The other day, Birdlife Malta reported that this has been an excellent year for breeding birds. Peregrine Falcons – the bird of Dashiel Hammett’s novel and the Humphrey Bogart film – have nested again in the southern cliffs of Malta. Comino had a species of large owl, and Gozo two pairs of an endearing falcon called a Kestrel. The reserves run by Birdlife are now a nursery for Black-winged Stilts and Little-ringed Plovers, among other birds.

Thirty years ago, this was unthinkable. I first took up birdwatching as a teenager in the late 1980s. I remember people saying how strange it was for an island to be missing its gulls. Not so strange to those of us who cared to look. The only places where gulls, or any bird that was larger than a sparrow, were relatively safe, were the harbours.

With the exception of the Merill (Blue Rock Thrush), to which national status and a reputation as a caged songster had lent a charmed life of sorts, any notion of breeding birds was especially unlikely. Unless you were nocturnal and lived on Filfla, or maybe at Ta’ Ċenċ, large breeding birds were another planet. The first time I spent a night on Filfla with a group led by the legendary Joe Sultana, I was amazed to discover that it was possible for large birds to actually raise their young in a place that was not quite abroad.

I remember other things, too. My notebook for 1989 tells me that one crisp morning in December 1989 found us watching a beautiful Ferruginous Duck at Għadira. It took off a few minutes before nine and was shot down not a hundred paces from the reserve.

On another occasion, a wild swan that was present at the reserve decided to get a bird’s-eye view of the bay. We heard four loud bangs and never saw it again.

Thirty years on, things are unrecognisably different. It is now possible, in Malta of all places, to actually enjoy watching birds without the feeling that the experience will contain disturbing images.

The significance of more and more birds breeding in Malta cannot be overestimated, particularly when they include species that are large and attractive enough to consign to stuffed and glazed lifelessness

Breeding birds are a particularly vigorous vote of confidence. While the egg-and-nest system has worked well enough for birds to still be around millions of years after their dinosaur ancestors disappeared, it also makes them vulnerable. It takes time for nests to be built, eggs to be incubated, and young to fledge. During that time, animals that are otherwise free spirits have to stay put.

The significance of more and more birds breeding in Malta cannot be overestimated, particularly when they include species that are large and attractive enough to consign to stuffed and glazed lifelessness.

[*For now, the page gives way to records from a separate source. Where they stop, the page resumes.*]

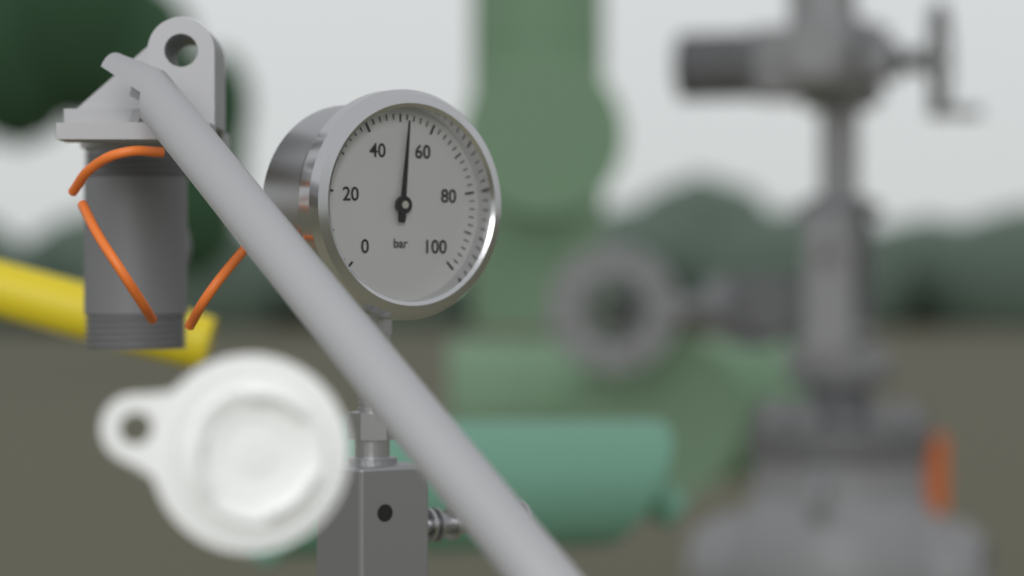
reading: 52 bar
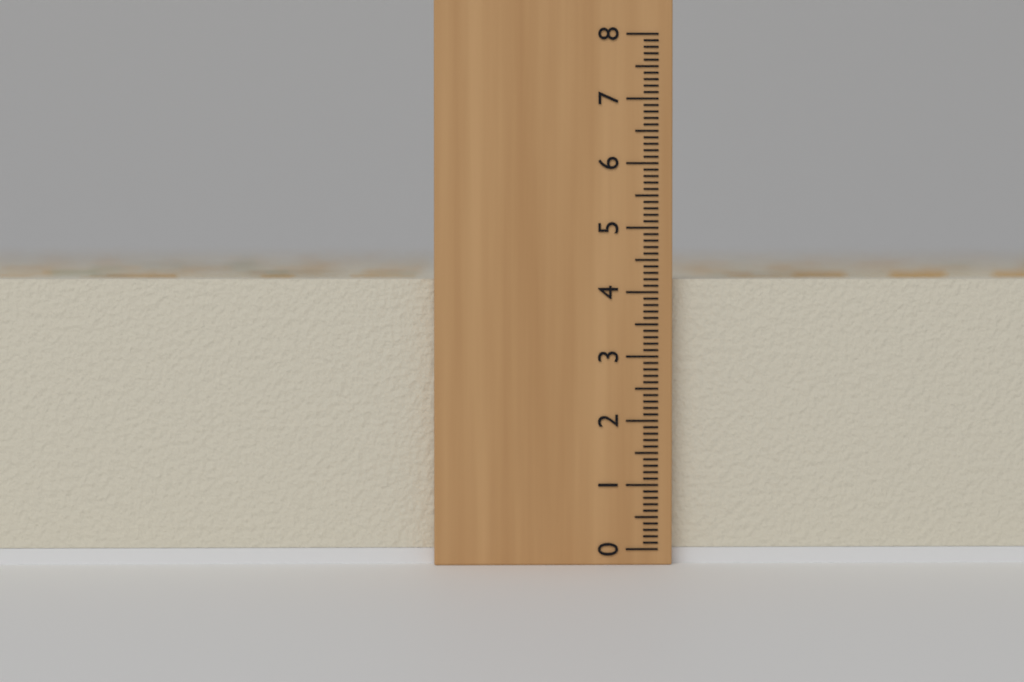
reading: 4.2 (no unit)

The reserves themselves, too, have changed. Originally, the idea was that they would serve as a kind of ornithologi­cal laager, a respite from the den of shotgun-wielding iniquity that was the rest of Malta. The best analogy I can think of is the Millennium Chapel in Paceville. Behind the iron curtain (Għadira and Simar are ringed by security fencing and barbed wire), birds were safe. Beyond, they were probably in heaven.

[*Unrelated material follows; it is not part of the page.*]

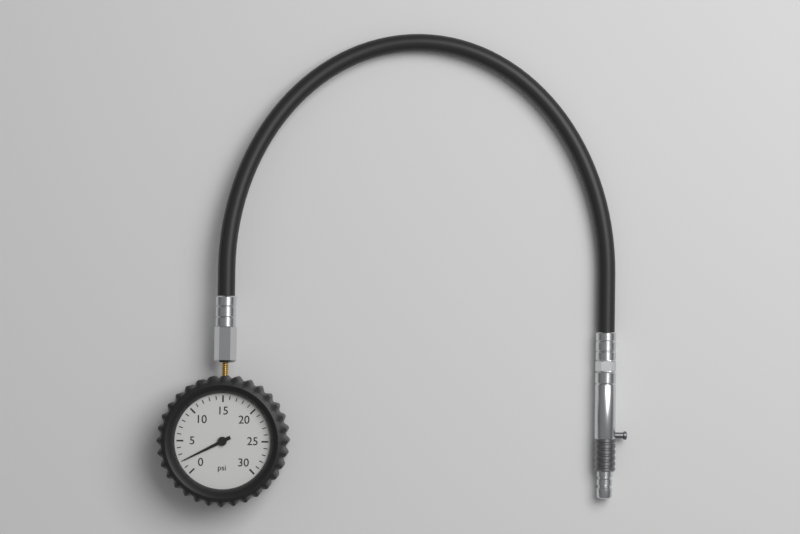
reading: 2 psi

I happen to be writing this in a place that overlooks the Birdlife reserve at Simar. Every morning for the last three weeks or so, up to 10 large white birds known as Little Egrets fly in low to spend the day stalking fish and large insects. They are the same birds, commuting the short distance between the three reserves in the north several times a day. On days when the wonder of it passes me by, I dig out my old notebooks.

Gradually, the fences are rusting into redundancy. Salina, the newest reserve, doesn’t even have any. The rationale of reserves has shifted, from that of last-ditch protection to one of provision of habitat. The Little Egrets are safe enough as they fly over Buġibba, but apartment blocks are not rich in fish and small insects. Nor do many tamarisk trees grow in Qawra.

The reason why Black-winged Stilts and Little-ringed Plovers breed at Għadira, and nowhere else in Malta, is no longer primarily a matter of hunting. If it were, the falcons would not be nesting in the southern cliffs. Rather, it’s simply down to habitat – Għadira was designed, and is managed, to maintain the right kind for these birds to breed.

It’s also why they did not breed in the 1980s and 1990s. Even breeding birds tend to fly sometimes, which is fatal when five hectares of reserve is the only safe place. Every year at Għadira, we would watch the courtship displays of stilts and plovers. Then, when even human tastes could tell that things were going well, we would see the birds no more.

It’s bittersweet, really. At a time when the island has found its missing gulls, when courtship leads to the sight of downy chicks, and Little Egrets can spend the summer in places that are not cliffs shrouded in darkness, the reserves may well rediscover, for different but equally-poignant reasons, their vocation as the only places where nature can exist at all.